Dr. Martha Gray—March 15, 2005

Medicine and health care will be transformed! Such are the predictions about the impact of areas such as genomic medicine, full body imaging, nanobiology, and tissue engineering. These and related predictions are precipitated by the enormous advances in biological and physical sciences, all of which have the potential to dramatically alter how we conduct biomedical science, and how we create new preventative and therapeutic strategies. To fully realize the considerable potential, how should our educational approaches evolve? Some models, based on our experience in Health Sciences and Technology (HST) will be discussed in the context of a principled educational strategy.

About Dr. Martha Gray

DR. MARTHA L. GRAY is director of the Harvard-MIT Division of Health Sciences and Technology (HST) and the Edward Hood Taplin Professor of Medical and Electrical Engineering. She joined the MIT faculty in the Division of HST and Department of Electrical Engineering and Computer Science in 1987. HST, a 34-year collaboration of Harvard and MIT, is an academic unit that has pioneered interdisciplinary educational and research programs focusing on solving problems in human health by bringing together the disciplines of engineering, science, technology and medicine.

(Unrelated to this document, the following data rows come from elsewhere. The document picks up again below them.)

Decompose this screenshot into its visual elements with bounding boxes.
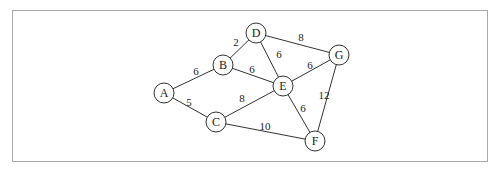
node-a: A (154, 83, 174, 103)
edge-weight-label: 6 (193, 65, 199, 77)
node-label: E (279, 79, 286, 93)
edge-weight-label: 8 (239, 92, 245, 104)
nodes-layer: ABCDEGF (154, 23, 349, 151)
node-g: G (329, 45, 349, 65)
edge-weight-label: 6 (300, 102, 306, 114)
edge-c-e (216, 86, 283, 122)
node-label: B (219, 58, 227, 72)
edge-weight-label: 12 (319, 89, 330, 101)
edge-weight-label: 5 (186, 96, 192, 108)
edge-weight-label: 2 (233, 36, 239, 48)
node-label: G (335, 48, 344, 62)
edge-weight-label: 6 (307, 59, 313, 71)
edge-weight-label: 8 (298, 31, 304, 43)
node-c: C (206, 112, 226, 132)
node-d: D (246, 23, 266, 43)
node-e: E (273, 76, 293, 96)
edge-weight-label: 6 (249, 63, 255, 75)
node-label: D (252, 26, 261, 40)
node-label: C (212, 115, 220, 129)
node-b: B (213, 55, 233, 75)
node-label: A (160, 86, 169, 100)
edge-weight-label: 10 (260, 120, 272, 132)
node-label: F (312, 134, 319, 148)
edge-weight-label: 6 (276, 48, 282, 60)
node-f: F (305, 131, 325, 151)
weighted-graph: 6526686861210 ABCDEGF (0, 0, 503, 172)
edges-layer (164, 33, 339, 141)
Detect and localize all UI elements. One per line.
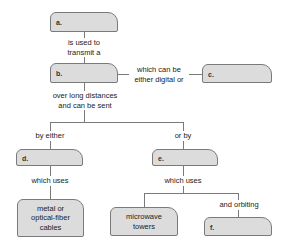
concept-box-c[interactable]: c. xyxy=(202,64,272,83)
connector-e-split-horizontal xyxy=(144,193,239,194)
link-e-uses: which uses xyxy=(161,176,205,186)
cables-line-2: optical-fiber xyxy=(31,213,70,223)
connector-split-horizontal xyxy=(50,122,183,123)
link-d-uses: which uses xyxy=(28,176,72,186)
link-to-d: by either xyxy=(30,131,70,141)
box-label-d: d. xyxy=(22,154,28,161)
cables-line-1: metal or xyxy=(31,204,70,214)
link-to-f: and orbiting xyxy=(214,200,264,210)
link-b-c: which can be either digital or xyxy=(129,65,189,84)
concept-box-cables: metal or optical-fiber cables xyxy=(17,199,84,237)
link-text: which can be xyxy=(129,65,189,75)
link-text: either digital or xyxy=(129,75,189,85)
link-text: over long distances xyxy=(44,91,126,101)
connector-b-c-right xyxy=(188,74,202,75)
concept-box-f[interactable]: f. xyxy=(204,217,272,236)
link-text: and can be sent xyxy=(44,101,126,111)
concept-box-a[interactable]: a. xyxy=(50,12,118,32)
link-text: transmit a xyxy=(50,48,118,58)
box-label-e: e. xyxy=(158,154,164,161)
link-text: is used to xyxy=(50,38,118,48)
concept-box-towers: microwave towers xyxy=(110,207,178,236)
box-label-f: f. xyxy=(210,223,214,230)
cables-line-3: cables xyxy=(31,223,70,233)
link-a-b: is used to transmit a xyxy=(50,38,118,57)
concept-box-e[interactable]: e. xyxy=(152,149,218,166)
concept-box-d[interactable]: d. xyxy=(16,149,83,166)
link-to-e: or by xyxy=(171,131,195,141)
box-label-a: a. xyxy=(56,19,62,26)
box-label-c: c. xyxy=(208,70,214,77)
link-b-split: over long distances and can be sent xyxy=(44,91,126,110)
concept-box-b[interactable]: b. xyxy=(50,63,118,83)
towers-line-2: towers xyxy=(126,222,162,232)
connector-to-towers xyxy=(144,193,145,207)
box-label-b: b. xyxy=(56,70,62,77)
towers-line-1: microwave xyxy=(126,212,162,222)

As HST director, Gray has deep expertise in developing enduring connections between the science, medicine and business cultures that ultimately must work together to effectively translate from “bench to bedside.” Under her leadership and with colleagues from MIT’s Sloan school, Gray initiated a biomedical enterprise program intended to train the future leaders who will translate science and technology to clinical use.

Most recently, Gray and her group created a nondestructive magnetic resonance imaging (MRI) method for assessing cartilage now being used by many in industry and academia, to provide a window into how disease and therapeutic strategies affect cartilage tissue per se. It offers an alternative to radiography particularly valuable for early diagnosis and therapy.

This lecture series is generously endowed by the Allen H. Ford Distinguished Visiting Professors Program.